AFP – Khulud Shehab’s withered hands push two of her children out of Yarmuk in southern Damascus, anxious to flee the hell and hunger of the Palestinian refugee camp as fast as possible.
For seven months, the Syrian army has imposed a punishing siege on the camp to try to force out rebels holed up inside.
Khulud and her family are among the lucky few to be allowed to leave, after a deal was struck following months of negotiations between Syrian authorities and Palestinian factions in Yarmuk.
“Just look at them. You can imagine what it’s like inside,” Khulud tells an AFP journalist, displaying her cracked hands.
“It’s disastrous. People are literally dying of hunger,” says the slight and dark-eyed mother.
“We were boiling herbs and bits of cactus we found in the fields near our house,” to eat and survive, she adds.

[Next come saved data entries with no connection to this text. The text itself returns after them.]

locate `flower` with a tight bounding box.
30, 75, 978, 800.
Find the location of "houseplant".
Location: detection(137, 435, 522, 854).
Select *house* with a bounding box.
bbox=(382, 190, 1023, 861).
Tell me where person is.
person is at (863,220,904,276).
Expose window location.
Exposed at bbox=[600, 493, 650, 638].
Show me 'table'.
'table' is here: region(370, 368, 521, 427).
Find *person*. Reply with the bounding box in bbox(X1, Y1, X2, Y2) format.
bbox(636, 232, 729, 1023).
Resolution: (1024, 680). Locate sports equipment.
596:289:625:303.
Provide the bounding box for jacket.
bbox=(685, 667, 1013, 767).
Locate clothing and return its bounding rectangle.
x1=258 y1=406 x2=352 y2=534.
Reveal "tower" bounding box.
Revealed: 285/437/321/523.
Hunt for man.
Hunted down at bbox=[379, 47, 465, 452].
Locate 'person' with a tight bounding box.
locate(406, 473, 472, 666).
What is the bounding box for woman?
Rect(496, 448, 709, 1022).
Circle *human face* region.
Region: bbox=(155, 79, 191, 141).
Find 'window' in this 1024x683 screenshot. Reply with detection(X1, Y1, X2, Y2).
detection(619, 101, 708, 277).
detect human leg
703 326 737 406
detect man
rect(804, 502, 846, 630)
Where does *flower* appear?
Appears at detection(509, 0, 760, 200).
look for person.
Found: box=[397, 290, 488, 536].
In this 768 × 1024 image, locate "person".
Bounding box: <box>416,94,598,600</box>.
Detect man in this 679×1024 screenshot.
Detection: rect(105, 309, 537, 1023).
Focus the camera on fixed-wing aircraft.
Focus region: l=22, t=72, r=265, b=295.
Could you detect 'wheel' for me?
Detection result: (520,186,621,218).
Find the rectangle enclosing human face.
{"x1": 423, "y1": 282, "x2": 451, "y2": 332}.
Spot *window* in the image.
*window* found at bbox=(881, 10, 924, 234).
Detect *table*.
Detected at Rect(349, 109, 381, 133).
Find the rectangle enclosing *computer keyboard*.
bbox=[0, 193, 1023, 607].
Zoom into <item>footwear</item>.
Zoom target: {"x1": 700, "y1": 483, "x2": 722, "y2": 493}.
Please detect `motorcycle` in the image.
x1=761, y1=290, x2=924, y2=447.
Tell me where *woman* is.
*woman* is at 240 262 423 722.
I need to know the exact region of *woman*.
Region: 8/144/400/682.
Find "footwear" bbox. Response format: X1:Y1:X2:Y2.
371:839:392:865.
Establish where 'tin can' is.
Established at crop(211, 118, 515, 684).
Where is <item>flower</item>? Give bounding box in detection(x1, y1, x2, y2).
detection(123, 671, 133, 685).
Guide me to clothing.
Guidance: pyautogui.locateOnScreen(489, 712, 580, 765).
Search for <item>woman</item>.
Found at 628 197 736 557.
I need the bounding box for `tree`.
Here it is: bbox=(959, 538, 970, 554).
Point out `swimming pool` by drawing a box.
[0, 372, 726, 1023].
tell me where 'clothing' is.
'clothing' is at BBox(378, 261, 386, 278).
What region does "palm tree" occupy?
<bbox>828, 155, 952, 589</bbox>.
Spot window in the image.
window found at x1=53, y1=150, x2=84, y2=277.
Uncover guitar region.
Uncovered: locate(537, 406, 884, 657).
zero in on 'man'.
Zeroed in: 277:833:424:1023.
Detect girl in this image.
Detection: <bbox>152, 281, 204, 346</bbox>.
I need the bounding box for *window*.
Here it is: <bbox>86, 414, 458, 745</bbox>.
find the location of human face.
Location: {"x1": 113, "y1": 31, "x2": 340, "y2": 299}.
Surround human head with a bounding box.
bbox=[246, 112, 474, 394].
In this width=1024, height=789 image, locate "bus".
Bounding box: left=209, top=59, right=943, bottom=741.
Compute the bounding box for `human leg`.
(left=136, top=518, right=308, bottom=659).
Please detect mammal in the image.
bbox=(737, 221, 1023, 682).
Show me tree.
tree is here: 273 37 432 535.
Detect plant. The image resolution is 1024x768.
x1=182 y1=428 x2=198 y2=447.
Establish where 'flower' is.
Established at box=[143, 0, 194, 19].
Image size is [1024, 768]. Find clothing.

Amid the crush of leaving Yarmuk, Khulud has lost track of her husband and one of her daughters as the family negotiated streets strewn with the rubble of buildings destroyed in months of fierce fighting.
The camp began as a home for Palestinian refugees in the 1950s, but Yarmuk evolved over the decades into a bustling residential and commercial district, home to some 150,000 Palestinians as well as Syrians.
It became a war zone when rebels who took up arms against President Bashar al-Assad moved in and won the support of some Palestinian groups in the fight against regime forces.
The violence forced tens of thousands of residents to flee but an estimated 18,000 remained trapped inside Yarmuk after the army imposed a total blockade on the camp last June.
The Syrian Observatory for Human Rights, a monitoring group based in Britain, says at least 88 people have died from hunger or lack of medical care since the blockade began.
After months of negotiations a deal was reached in late December between a committee of local rebels and 14 Palestinian factions inside Yarmuk to allow long-denied food into the camp.
Despite some false starts, aid began entering Yarmuk in January and some of the trapped residents were allowed to leave for humanitarian reasons.
“Seeing the road open like this is the best thing that has happened to me in a long time,” says Khulud.
“I’m overjoyed to be able to leave, and I hope that the others will be able to follow.”
The UN agency for Palestinian refugees, UNRWA, first distributed aid in the camp on 18 January and then again from Thursday to Sunday.
UNRWA spokesman Chris Gunness said at least 3,709 food parcels have entered Yarmuk since 18 January, with large crowds gathering at distribution points.
Palestine Liberation Organisation official Anwar Abdul Hadi said at least 450 people have been allowed to leave – mainly women, children and elderly men.
“Letting civilians leave eases the suffering of residents,” he tells AFP, hoping that more will follow.
Umm Alaa, five children in tow, is among those overwhelmed with relief.
“I don’t know where I’m going to go, but I absolutely wanted to get out, even if I had to sleep in the street,” she says.
Her first priority was to get to the paediatric hospital in Damascus’s Mazzeh district to seek treatment for a son suffering from acute malnutrition and who has developed muscular dystrophy.
Sheikh Mohamed al-Omari, head of the reconciliation committee that arranged the December deal, says only humanitarian cases were able to leave.
Palestinians already outside the camp had to submit a request to the committee on behalf of their relatives trapped inside.
“We contact a doctor in the camp who can judge which cases are most urgent,” Omari says.
Gunshots ring out as Umm Alaa, Khulud and others leave Yarmuk and Palestinian Red Crescent (PRC) ambulances enter to evacuate those too ill to walk.
At the Batikha roundabout, 15 Red Crescent volunteers hand out sesame seed biscuits and water to those staggering out of Yarmuk and write down their names.
PRC doctor Atef Ibrahim says that all of those who are ill will be transferred to Jaffa hospital in Mazzeh, adding that most are children suffering from dehydration, pregnant woman and diabetics.
Outside Yarmuk a huddle of relatives stands waiting for loved ones.
Among them is Afaf Shehabi, looking out for her daughter Aala al-Aidi and her grandson aged two.
Aala and the child walk out alone. She is now a widow, her husband killed by shellfire.